Mrs Hague feels the same about William's shirts. Call that collar ironed. Ffion's a nice enough girl, and she wouldn't have a thing said against her, but if she took the pride in William's appearance his mother always did, the Tories wouldn't be in the powerless state they are.

We mothers don't need Dr Apter to prove to us that sons are special. Besides, DH Lawrence has already done so and rather more romantically. I love my sons and my daughters equally but I feel more protective about my sons because I know, as all mothers know, that they aren't as capable of looking after themselves as girls. They need a good woman to do it for them. There's the rub.
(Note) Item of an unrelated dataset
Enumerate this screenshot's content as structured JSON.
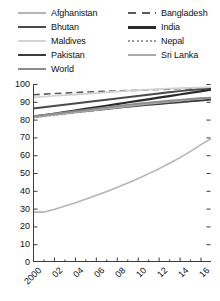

No woman is good enough for a son and, if she is, her mother-in-law will call her a control freak and hate her all the more.

Behind every successful man, they say, stands an astonished mother-in- law and behind every successful woman there stands a disapproving mother- in-law because if Cherie's working 18 hours a day who, for heaven's sake, is looking after Tony and the children. If Dr Apter was really in search of a weighty Confucian truism to back up her research into the relationship between mothers and their sons' wives I could have faxed her that old Christmas cracker motto that goes - "A daughter is yours for the rest of her life but a son is yours till he marries a wife." Basically we just don't want to let them go.